The cynical state of Telangana

I am one of those dreamy political scientists who always makes wishlists and scenarios of “What if”. I am always waiting for new conversations of intersecting categories. I believe Hyderabad can be the centre for one major encounter. The Srikrishna Commission report on the possibility of Telangana has been released. It is a

500-page report and needs detailed study. While the report is being pursued, a smaller, quieter event will take place in Hyderabad between January 10 and 14. It is the meeting of the International Association for the Study of the Commons. What one hopes is a conversation between the debate for small states and the dream of the new commons.
The debate on small states usually operates in terms of the language of decentralisation, of governance, of the rhetoric of small is beautiful. It usually follows three grids — the economic, the political and the cultural.
The plea for the small state usually stems from a negative sentiment. There is a sense of internal colonialism of economic discrimination. Telangana feels that the benefits of development are going to coastal Andhra Pradesh.
To the sense of economic hegemony and distorted development is added the logic of culture. Culture with the help of media creates imagined communities which organise around language, a past, a collective sense of history. The two together combine to provide the grammar for a particular kind of politics.
The logic of small states operates then through a particular kind of populism and electoralism. The idea of Telangana was seen as a political Camelot. What electoral politics also exposes is the horse-trading, the promissory notes, the negotiations and the betrayals. Political power becomes the only way of creating the envisioned community.
The majority, in the meanwhile, attempts to create or subvert the imagination. Sociologies confront each other, statistics acquires a political colour and every protest becomes a law and order problem.
Watching as an outsider one witnesses a frozen script on both sides. The categories of small confront the categories of larger unified states and what one witnesses are standard scripts on both sides reduced to a report card of grievances.
The question one asks is, is there a way to evade such frozen scripts because the battle of small states versus big states has become a sterile battle. It, no doubt, captures the populist imagination but barely questions the categories of development, progress and globalisation or add any new sense of welfare or justice. The battle is reduced to competition, between grievance and indifference or unity versus disintegration.
The idea of the commons provides a different imagination for such a debate. An idea of the commons goes beyond the common sense of federalism. A commons is a space beyond the formal rules of market and current politics. A commons is a space of refugee, a place where ordinary people can access nature as food, as timber or as medicine. A commons is a community of sharing and sustainability. A commons is a place where each man operates according to his needs. A commons conveys a community of reciprocity and responsibility which goes beyond the logic of individualism. Development and market deny the idea of commons by emphasising restrictive access to production and distribution.
I want to argue that the idea of commons provides a different measure of evaluation. A commons deals with livelihood issues by connecting economics to livelihood, to ways of life of a community. A commons creates an embedded ecology which relates communities to livelihood. The idea of the commons creates an ethics of scale rather than size. It tries to communicate a multiplicity of problem-solving techniques. Plurality rather than power is the new option.
The idea of Telangana and the idea of Andhra Pradesh are not different currently. Both failed to question the current idea of politics, economics and administration. To apply current models, to ignore the problem of farmer suicides does not really regionalise development. A region has to be more than geography as space; it has to be an alternative idea of democracy.
The Srikrishna report, for all its diligence, adds little to the democratic imagination. Sadly, the movement for Telangana while showing the flaws of electoral democracy has added little in terms of the creativity of locality or the power of diversity. I am not saying that we should not grant Telangana. All I am contending is that Telangana as an imagination should have a sense of the commons linked to the globe in a way that locality is not a parochial idea. It has to have a sense of scale not size. It has to embody new notions of problem solving. Ask yourself what new notions of ecology, agriculture, education and power sharing does either side add to the new democratic imagination. Each side by insisting on Hyderabad is showing a common commitment to the standard policies of economics and politics. I want to ask where are the new theories of the informal economy? Where are the new ideas of social audit? Can we name one theory for better livelihoods on one side?
The challenge of Telangana has to challenge more than the current idea of statehood. Merely creating a new power elite for Telangana is not enough. The question we have to ask is what is the social imagination of both movements? The answer now is none.
It is a mirroring of politics and economics where one hoped for a richer imagination of statehood.
The real challenge is can Andhra Pradesh and Telangana offer a new or alternative theories of agriculture, new ways of watershed management, alternative ways to combat forced migrations to the city. Is there a new theory of governance? What is the new theory of the city? Can we link formal and informal economies through a new idea of the commons? Can Hyderabad become a new commons for both the states? To think this way one has to go beyond the current ideas of Union Territories as sanitary corridors of administrative convenience.
I always honour moves to decentralisation but such efforts have to add to real empowerment. The Telangana movement is a student-led movement and as students are a part of the intelligence I hope they make such issues a part of their agenda. Only then will its politics not go the way of Jharkhand and add to a cynical view of life.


— What you have to do —
Nothing but the lines from the top of the following entries through the line with "What do you see at coordinates (551, 356)" should be printed, exactly as they are.

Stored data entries

----

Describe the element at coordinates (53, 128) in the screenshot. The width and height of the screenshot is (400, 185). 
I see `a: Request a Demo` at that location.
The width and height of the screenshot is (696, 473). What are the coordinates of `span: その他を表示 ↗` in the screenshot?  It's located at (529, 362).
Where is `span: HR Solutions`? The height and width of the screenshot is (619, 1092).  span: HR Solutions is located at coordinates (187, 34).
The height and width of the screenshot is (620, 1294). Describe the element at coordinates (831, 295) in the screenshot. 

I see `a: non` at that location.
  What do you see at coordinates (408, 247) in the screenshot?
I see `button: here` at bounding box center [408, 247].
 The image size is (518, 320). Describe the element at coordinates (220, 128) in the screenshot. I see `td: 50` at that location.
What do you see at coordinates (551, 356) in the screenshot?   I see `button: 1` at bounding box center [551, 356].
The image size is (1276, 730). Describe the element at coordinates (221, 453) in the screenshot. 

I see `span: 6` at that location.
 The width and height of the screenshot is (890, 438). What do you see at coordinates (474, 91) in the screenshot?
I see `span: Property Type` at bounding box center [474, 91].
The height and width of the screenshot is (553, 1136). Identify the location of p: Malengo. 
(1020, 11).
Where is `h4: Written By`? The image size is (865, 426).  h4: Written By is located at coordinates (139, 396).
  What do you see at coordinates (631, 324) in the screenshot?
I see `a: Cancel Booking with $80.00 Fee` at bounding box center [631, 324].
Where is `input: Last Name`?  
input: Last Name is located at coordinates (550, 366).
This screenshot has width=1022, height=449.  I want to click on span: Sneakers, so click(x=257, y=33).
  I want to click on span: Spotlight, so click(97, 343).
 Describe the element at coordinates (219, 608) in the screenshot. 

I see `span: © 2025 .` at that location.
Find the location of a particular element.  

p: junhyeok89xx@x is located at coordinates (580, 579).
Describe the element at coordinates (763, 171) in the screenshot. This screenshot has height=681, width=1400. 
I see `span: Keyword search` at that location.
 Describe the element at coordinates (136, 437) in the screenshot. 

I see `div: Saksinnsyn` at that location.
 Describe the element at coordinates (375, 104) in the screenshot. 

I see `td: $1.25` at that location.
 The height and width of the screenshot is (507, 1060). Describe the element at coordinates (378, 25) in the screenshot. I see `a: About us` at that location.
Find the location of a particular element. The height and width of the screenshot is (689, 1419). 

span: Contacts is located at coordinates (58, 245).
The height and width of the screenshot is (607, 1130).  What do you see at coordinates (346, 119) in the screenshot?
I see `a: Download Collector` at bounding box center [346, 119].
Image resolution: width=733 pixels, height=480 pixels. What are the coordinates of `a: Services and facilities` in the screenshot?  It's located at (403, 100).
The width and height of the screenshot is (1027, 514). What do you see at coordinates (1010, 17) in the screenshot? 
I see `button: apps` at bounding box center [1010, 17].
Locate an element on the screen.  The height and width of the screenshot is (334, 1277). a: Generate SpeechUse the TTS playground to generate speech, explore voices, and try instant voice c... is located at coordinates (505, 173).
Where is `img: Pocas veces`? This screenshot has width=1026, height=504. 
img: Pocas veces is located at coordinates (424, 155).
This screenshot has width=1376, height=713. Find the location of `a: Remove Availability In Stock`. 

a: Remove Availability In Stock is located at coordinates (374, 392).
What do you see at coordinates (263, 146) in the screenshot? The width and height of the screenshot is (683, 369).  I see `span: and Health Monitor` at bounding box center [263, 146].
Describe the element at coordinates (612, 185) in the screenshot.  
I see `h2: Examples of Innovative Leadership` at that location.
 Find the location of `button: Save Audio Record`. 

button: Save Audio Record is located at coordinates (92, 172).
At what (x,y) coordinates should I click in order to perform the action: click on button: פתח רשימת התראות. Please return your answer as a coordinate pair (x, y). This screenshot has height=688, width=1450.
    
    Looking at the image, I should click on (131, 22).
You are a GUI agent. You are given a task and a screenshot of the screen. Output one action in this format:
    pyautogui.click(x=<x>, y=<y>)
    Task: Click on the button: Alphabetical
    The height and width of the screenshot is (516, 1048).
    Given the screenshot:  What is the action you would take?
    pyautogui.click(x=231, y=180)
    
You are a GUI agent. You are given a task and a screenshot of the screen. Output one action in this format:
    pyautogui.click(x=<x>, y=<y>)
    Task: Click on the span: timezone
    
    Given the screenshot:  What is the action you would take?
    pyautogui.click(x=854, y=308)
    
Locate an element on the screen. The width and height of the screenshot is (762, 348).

----

— Result for this task —
Describe the element at coordinates (53, 128) in the screenshot. The width and height of the screenshot is (400, 185). 
I see `a: Request a Demo` at that location.
The width and height of the screenshot is (696, 473). What are the coordinates of `span: その他を表示 ↗` in the screenshot?  It's located at (529, 362).
Where is `span: HR Solutions`? The height and width of the screenshot is (619, 1092).  span: HR Solutions is located at coordinates (187, 34).
The height and width of the screenshot is (620, 1294). Describe the element at coordinates (831, 295) in the screenshot. 

I see `a: non` at that location.
  What do you see at coordinates (408, 247) in the screenshot?
I see `button: here` at bounding box center [408, 247].
 The image size is (518, 320). Describe the element at coordinates (220, 128) in the screenshot. I see `td: 50` at that location.
What do you see at coordinates (551, 356) in the screenshot?   I see `button: 1` at bounding box center [551, 356].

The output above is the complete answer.